View on GitHub

DelaunayTriangulation

Delaunay Triangulation

Harvey Zhang and Connie Fan

In this project, we explored the parallelization of Delaunay Triangulation algorithms using CUDA on the GPU. Specifically, we analyzed the performance of four GPU implementations based on Voronoi diagrams. For sufficiently large input sizes, our Jump Flood GPU implementation achieves a significantly higher speedup over a single-threaded CPU Randomized Incremental implementation[1]. For an input set of 10 million points, our best implementation has a 70x speedup.

Final paper

Checkpoint

Proposal

Background

Delaunay Triangulation (DT) is an algorithm that computes a triangulation of a set of points or vertices such that no vertex is within the circumcircle of any triangle in the resulting triangulation. Incremental DT attempts to insert a new vertex into an existing set of triangulation by determining the triangles that violate the Delaunay condition. The DT algorithm is generally computation-heavy and several components of the algorithm may see significant speedups from parallelization. For example, the incremental algorithm can be parallelized by allowing for parallel/concurrent insertions into the existing set of triangles. However, implementing such parallelization schemes may not be trivial [2].

Delaunay Triangulation, in general, can be applied to areas such as 3D reconstruction, meshing, and even path planning [3]. Because of its compute-heavy nature, parallel implementations of the DT algorithm have been the subject of much academic research. There have been works on memoryefficient parallelizations of DT [2] as well as several approaches in implementing GPU-accelerated versions of DT [4] [5].

The Challenge

There are several challenges inherent in the algorithm that make parallelization difficult:

  1. Sequential Nature of Incremental Approach: The incremental approach of the algorithm allows vertices to be added to the existing triangulation one at a time. This sequential nature may present contention or accuracy trade-offs when attempting to insert multiple vertices to the existing graph at once.
  2. Memory Complexity: The DT algorithm is a relatively complex algorithm with many memory allocations and de-allocations, which presents the challenge for efficient use of memory and improving memory locality.
  3. Iteration Dependencies: As presented in [6], Incremental DT is fundamentally a randomized incremental algorithm with iterative dependencies in which the next step may depend on the previous step.
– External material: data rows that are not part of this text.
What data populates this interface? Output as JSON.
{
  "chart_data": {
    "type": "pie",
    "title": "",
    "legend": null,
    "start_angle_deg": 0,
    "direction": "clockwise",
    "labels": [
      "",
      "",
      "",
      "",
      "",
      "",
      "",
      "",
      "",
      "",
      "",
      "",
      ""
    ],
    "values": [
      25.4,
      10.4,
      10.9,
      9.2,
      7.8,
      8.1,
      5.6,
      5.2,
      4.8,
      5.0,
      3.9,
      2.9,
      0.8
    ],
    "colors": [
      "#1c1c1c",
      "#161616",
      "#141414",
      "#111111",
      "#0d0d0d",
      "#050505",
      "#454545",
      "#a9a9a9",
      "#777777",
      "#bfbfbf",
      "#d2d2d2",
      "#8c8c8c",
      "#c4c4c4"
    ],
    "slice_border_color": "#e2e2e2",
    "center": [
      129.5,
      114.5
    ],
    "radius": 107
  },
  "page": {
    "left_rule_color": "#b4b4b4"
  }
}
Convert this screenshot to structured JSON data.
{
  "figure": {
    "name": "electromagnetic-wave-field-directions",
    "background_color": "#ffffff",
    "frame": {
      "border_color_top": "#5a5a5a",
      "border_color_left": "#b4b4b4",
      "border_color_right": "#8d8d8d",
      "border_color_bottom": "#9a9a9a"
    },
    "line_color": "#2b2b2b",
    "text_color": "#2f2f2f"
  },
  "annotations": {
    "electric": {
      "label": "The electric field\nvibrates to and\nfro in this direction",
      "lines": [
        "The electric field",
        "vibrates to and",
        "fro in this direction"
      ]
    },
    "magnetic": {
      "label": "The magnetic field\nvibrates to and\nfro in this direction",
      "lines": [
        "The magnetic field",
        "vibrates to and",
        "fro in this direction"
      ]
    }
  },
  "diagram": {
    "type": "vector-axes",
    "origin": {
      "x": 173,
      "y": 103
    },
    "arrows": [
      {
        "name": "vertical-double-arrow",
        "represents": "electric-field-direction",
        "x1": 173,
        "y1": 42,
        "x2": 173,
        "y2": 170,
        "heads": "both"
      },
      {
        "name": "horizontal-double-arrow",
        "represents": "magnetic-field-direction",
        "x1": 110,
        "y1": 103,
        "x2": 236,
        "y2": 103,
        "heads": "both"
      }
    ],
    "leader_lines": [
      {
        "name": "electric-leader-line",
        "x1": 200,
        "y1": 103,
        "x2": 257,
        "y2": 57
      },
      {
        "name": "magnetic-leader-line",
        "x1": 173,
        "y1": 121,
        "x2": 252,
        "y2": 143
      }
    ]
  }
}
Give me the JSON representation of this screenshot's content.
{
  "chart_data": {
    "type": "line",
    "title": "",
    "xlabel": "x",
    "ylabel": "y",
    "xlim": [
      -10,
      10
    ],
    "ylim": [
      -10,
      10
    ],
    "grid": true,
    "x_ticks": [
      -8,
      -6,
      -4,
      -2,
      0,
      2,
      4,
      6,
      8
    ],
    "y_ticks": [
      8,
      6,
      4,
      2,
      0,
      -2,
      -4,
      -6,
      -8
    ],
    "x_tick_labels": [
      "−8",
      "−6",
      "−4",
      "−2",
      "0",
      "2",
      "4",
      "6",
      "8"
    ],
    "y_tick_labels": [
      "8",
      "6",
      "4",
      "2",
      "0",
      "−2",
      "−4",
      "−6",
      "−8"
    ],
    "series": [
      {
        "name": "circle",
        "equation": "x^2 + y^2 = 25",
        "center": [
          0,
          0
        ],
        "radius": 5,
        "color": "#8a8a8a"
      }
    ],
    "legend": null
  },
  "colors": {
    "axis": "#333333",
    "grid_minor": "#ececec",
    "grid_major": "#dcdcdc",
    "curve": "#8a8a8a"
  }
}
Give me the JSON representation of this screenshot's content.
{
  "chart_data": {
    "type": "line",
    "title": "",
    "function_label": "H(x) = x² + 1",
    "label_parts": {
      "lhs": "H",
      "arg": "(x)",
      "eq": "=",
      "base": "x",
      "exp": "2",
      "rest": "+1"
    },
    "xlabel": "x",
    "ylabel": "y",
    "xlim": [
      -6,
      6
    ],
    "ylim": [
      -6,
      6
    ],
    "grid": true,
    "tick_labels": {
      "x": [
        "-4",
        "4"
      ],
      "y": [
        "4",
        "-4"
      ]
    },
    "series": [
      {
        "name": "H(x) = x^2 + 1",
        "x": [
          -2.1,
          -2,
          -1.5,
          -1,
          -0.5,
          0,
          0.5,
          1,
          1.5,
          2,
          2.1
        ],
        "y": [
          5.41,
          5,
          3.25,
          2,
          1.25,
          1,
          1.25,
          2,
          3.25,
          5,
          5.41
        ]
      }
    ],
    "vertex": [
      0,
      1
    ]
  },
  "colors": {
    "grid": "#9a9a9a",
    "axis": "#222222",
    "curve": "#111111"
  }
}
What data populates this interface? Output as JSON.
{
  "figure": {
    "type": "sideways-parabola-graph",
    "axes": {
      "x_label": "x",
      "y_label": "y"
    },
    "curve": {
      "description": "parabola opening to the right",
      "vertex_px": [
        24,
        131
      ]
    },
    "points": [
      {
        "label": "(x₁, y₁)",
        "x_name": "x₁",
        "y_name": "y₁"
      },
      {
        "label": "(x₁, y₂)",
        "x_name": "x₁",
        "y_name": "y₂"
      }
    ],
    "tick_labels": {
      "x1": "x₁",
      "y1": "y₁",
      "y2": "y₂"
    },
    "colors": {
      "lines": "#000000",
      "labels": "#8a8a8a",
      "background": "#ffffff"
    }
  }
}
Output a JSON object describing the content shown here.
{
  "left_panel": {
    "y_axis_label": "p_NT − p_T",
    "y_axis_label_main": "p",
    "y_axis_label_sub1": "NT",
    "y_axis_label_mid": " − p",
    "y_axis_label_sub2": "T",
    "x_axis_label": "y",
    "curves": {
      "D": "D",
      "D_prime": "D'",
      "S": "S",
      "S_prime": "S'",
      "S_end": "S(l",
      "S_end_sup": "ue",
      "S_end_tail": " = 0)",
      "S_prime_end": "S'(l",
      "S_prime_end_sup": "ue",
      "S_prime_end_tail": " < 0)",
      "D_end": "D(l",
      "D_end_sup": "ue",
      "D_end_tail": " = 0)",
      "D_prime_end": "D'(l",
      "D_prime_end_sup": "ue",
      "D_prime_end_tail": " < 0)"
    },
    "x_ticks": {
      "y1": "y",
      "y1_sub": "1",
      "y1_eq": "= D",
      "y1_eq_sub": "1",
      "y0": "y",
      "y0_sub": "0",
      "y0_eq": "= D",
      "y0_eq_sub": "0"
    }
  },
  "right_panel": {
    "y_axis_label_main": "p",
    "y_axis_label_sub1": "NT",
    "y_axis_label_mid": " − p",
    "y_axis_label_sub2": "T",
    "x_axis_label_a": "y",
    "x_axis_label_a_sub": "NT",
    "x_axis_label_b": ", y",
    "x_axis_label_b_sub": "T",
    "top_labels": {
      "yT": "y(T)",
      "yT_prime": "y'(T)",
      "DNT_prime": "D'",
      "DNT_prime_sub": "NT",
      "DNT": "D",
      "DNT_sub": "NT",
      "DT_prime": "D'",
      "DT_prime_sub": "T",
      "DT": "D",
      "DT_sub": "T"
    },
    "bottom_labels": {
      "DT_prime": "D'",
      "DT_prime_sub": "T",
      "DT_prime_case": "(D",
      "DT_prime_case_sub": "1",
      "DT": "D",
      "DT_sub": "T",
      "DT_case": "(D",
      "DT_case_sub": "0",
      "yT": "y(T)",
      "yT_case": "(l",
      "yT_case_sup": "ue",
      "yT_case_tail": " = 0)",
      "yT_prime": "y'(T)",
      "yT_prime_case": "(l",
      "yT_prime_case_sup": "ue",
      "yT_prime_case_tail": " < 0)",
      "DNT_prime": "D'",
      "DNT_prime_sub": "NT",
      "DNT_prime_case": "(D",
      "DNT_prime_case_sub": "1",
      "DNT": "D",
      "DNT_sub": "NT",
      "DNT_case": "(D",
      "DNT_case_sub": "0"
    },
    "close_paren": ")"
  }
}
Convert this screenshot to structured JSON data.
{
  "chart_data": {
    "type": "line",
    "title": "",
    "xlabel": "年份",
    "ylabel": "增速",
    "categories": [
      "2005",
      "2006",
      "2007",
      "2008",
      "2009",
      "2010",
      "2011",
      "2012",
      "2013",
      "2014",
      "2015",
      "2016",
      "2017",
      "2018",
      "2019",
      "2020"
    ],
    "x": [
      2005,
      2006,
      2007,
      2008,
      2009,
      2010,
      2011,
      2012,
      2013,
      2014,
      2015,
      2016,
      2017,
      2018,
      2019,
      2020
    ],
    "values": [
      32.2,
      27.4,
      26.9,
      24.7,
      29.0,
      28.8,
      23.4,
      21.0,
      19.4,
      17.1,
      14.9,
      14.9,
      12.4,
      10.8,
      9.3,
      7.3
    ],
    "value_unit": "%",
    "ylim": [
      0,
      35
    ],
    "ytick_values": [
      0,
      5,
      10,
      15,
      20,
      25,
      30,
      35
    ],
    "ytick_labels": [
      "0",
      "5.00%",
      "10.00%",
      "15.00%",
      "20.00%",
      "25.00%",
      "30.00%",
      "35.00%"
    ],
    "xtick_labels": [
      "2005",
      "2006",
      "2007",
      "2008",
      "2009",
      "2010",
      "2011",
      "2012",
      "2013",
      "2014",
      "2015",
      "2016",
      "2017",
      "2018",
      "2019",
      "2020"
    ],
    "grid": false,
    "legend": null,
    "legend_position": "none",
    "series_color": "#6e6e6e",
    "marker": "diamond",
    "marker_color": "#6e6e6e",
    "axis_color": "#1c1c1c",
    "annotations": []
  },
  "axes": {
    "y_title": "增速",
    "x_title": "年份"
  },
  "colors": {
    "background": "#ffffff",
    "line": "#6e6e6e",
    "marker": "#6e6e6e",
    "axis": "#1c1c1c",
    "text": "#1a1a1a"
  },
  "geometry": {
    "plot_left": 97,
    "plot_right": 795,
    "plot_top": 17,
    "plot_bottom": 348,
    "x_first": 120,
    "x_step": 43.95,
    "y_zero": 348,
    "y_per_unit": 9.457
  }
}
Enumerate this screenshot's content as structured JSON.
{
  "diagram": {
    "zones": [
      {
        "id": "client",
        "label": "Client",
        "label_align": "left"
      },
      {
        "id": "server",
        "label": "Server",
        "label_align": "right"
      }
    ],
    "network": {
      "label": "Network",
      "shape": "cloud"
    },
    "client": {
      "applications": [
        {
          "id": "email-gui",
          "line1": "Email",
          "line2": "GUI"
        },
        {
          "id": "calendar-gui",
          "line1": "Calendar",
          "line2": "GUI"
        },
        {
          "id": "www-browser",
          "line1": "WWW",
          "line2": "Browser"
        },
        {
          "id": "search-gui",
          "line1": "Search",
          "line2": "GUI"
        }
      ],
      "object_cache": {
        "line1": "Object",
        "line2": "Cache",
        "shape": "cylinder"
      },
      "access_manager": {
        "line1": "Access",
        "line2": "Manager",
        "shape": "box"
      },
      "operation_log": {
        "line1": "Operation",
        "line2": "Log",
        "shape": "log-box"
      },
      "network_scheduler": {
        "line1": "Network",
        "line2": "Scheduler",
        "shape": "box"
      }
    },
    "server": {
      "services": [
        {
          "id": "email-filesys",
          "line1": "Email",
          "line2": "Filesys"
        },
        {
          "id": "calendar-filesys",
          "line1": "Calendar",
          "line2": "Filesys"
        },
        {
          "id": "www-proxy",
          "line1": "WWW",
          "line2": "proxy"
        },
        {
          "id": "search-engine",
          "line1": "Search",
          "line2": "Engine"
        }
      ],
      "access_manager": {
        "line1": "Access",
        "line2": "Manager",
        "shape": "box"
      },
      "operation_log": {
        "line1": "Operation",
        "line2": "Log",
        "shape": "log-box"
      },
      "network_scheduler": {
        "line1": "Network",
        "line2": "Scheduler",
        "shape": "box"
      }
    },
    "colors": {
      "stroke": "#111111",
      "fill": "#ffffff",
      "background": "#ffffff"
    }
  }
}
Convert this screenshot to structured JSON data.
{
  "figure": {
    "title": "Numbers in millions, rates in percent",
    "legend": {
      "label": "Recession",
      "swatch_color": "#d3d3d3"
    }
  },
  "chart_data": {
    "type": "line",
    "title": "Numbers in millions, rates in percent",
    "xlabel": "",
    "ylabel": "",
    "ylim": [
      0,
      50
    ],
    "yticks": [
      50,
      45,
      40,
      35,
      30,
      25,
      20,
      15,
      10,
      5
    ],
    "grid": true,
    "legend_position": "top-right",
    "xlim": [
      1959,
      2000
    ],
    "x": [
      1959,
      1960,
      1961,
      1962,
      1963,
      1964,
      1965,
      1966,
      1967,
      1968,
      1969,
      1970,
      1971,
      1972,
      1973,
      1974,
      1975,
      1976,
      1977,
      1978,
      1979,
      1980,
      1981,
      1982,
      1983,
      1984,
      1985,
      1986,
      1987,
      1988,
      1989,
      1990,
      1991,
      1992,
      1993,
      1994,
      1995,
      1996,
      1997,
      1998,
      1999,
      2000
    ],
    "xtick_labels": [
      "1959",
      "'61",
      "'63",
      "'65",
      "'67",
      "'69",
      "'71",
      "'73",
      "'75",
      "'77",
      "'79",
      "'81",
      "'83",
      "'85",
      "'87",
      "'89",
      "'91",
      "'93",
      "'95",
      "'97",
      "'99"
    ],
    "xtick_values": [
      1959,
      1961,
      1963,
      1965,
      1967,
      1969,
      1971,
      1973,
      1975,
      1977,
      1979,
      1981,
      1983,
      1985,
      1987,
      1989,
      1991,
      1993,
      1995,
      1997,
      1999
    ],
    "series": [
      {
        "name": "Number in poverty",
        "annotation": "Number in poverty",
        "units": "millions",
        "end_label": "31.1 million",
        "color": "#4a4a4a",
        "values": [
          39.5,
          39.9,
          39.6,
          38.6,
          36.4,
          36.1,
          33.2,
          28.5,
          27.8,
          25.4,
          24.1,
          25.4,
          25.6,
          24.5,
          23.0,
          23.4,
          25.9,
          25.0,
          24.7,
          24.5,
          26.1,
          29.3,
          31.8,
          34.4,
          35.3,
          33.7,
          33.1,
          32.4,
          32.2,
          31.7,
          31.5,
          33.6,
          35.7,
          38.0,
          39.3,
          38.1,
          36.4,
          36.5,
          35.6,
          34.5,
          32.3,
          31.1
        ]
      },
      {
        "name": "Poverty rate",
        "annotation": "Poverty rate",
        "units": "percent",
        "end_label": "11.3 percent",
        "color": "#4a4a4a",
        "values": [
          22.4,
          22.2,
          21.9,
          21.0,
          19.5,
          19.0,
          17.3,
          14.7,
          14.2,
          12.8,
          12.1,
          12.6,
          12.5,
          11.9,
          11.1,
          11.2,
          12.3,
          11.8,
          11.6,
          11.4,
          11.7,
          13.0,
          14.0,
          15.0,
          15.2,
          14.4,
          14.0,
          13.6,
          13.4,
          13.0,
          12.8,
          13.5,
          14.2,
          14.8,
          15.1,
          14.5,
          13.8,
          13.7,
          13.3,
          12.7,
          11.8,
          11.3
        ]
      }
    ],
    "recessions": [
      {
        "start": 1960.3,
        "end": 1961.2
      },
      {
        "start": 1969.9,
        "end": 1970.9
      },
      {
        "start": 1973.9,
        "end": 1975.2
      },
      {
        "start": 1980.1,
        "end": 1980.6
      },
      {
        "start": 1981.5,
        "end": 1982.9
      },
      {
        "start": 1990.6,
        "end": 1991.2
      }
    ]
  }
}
Since the vertices are inserted in an uniform random order, there will be a certain probability of creating a dependency with existing vertices at any given insertion/iteration. The random nature of insertion creates problems with both cache locality and contentions in parallelization.

Schedule

We will aim to implement several parallel versions of the Delaunay Triangulation algorithm using different approaches and platforms. In the case that the project progresses slowly, one of either the GPU-accelerated implementation or distribution MPI implementation will be implemented.

Week Dates Tasks Assignee
1 11/4 - 11/10 Understand the algorithms. Try to fix the starter code so that it compiles. Write at least two different sequential implementations. (Done!) Both
2 11/11 - 11/17 Debug sequential implementations and explore GPU-accelerated implementation. (Done!) Both
3 11/18 - 11/24 Complete GPU implementation without KNN
Implement GPU Memory Optimizations
Harvey
Connie
4 11/25 - 12/1 Debug GPU implementation and profile
Research distributed partition schemes
Implement work partitioning scheme
Harvey
Both
Connie
5 12/2 - 12/8 Implement efficient merging of local triangulations
Research/Brainstorm approaches to reducing thread contention and communication
Explore optimizing KNN implementation and memory optimizations
Harvey
Both
Connie
6 12/9 - 12/15 Profile Communication and Cache Behavior of MPI implementation
Profile Execution Time and Run Time Distribution
Complete Presentation Poster
Harvey
Connie
Both

References

  1. Julian Shun, Guy E Blelloch, Jeremy T Fineman, Phillip B Gibbons, Aapo Kyrola, Harsha Vardhan Simhadri, and Kanat Tangwongsan. Brief announcement: the problem based benchmark suite. In Proceedings of the twenty-fourth annual ACM symposium on Parallelism in algorithms and architectures, pages 68–70. ACM, 2012.
  2. Daniel K Blandford, Guy E Blelloch, and Clemens Kadow. Engineering a compact parallel delaunay algorithm in 3d. In Proceedings of the twenty-second annual symposium on Computational geometry, pages 292–300. ACM, 2006.
  3. Pranav Kant Gaur and S. K. Bose. On recent advances in 2d constrained delaunay triangulation algorithms, 2017.
  4. Meng Qi, Thanh-Tung Cao, and Tiow-Seng Tan. Computing 2d constrained delaunay triangulation using the gpu. IEEE transactions on visualization and computer graphics, 19(5):736–748, 2013.
  5. Guodong Rong, Tiow-Seng Tan, Thanh-Tung Cao, et al. Computing two-dimensional delaunay triangulation using graphics hardware. In Proceedings of the 2008 symposium on Interactive 3D graphics and games, pages 89–97. ACM, 2008.
  6. Guy E Blelloch, Yan Gu, Julian Shun, and Yihan Sun. Parallelism in randomized incremental algorithms. In Proceedings of the 28th ACM Symposium on Parallelism in Algorithms and Architectures, pages 467–478. ACM, 2016.